Here I download animes form torrent trackers together with some 12 translations (some by schoolchildren i think) and 7 dubs.
None is commercial, no commercial translations available for the title you’re interested in, and if there were one, you would never have given it a chance, it is going to be screwed up thoroughly (but unlike the translations by schoolchildren it would be more or less intelligible Russian that has little to do with the Japanese text) and some parts will remain untranslated because they were not aired.
I don’t know the state of affairs of the business today, but in 90s people joked about official commercial translaitons and in 00s they (I mean those that come with professional dubbing, some once commercial “one male voice” interpreters still have their fans) were not even taken seriously enough to joke about them.
They of course have their fans as well.
I often find myself looking for videos like this to show to my students.
https://www.tiktok.com/@lancul_official/video/7350996832266308865
https://youtube.com/shorts/wAyxHU3252g?si=kMYrhs55NOsshcKt
Oh, this happens within Polish. When a catastrophe just happened, as your hands meet above your head you have two choices: o Jezu and o kurwaaa (the only long vowel in the entire language, BTW).

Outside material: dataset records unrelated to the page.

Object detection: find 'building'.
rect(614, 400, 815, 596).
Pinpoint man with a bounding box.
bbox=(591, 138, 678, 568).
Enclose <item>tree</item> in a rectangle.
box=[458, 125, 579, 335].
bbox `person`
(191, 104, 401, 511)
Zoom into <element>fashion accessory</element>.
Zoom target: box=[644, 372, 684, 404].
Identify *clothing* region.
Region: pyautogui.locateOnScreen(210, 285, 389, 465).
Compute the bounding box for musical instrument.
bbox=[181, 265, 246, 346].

Edit: also in vowel-unshifted English of Co. Wexford.
The worst dubbing I’ve seen was an episode of Baywatch in French in the early-mid 90s. It… wasn’t dubbing. Characters frequently kept speaking after they had shut their mouths.
But it had one voice per character, unlike the video with Polish voiceover I was treated to in the mid-10s.
Again in support of the guy:
It’s well known that for strong emotoins people resort to both sacred and profane language.
But analysing the fine structure in this langauge and then arguing that within this structure a certain English utterance – and I think one chosen to be appropriate for abstract “children” rather than the most “natural” one – matches the function of a specific element of the fine structure of Russian strong language would be difficult, I think this is not what “linguists” in question do.
While in turn discarding all the structure and arguing that “it is ‘English strong language’, and thus any element of ‘strong langauge of the target language’ is a good translation” is lazy, for “linguists” especially.
P.S. I also think English speakers translate “Allahu akbar” with either “Allahu akbar” or “God is great” and not with what they would have shouted themselves when a bomb explodes not far from where they are – which would be culturally inappropriate…
Though, translating it as “Allahu akbar” or “God is great” has drawbacks that contribute into islamophoby*. I’m afraid in 90s Russians misinterpreted it as a battle cry of fanatics.
*as does translating Allah as “Allah” and all the religious terminology with its transliteration, even though this is the Muslim approach to multilingualism of believers and even though I’m a proponent of exoticising everyone and everything and not fond of choices based on reaction to phobes.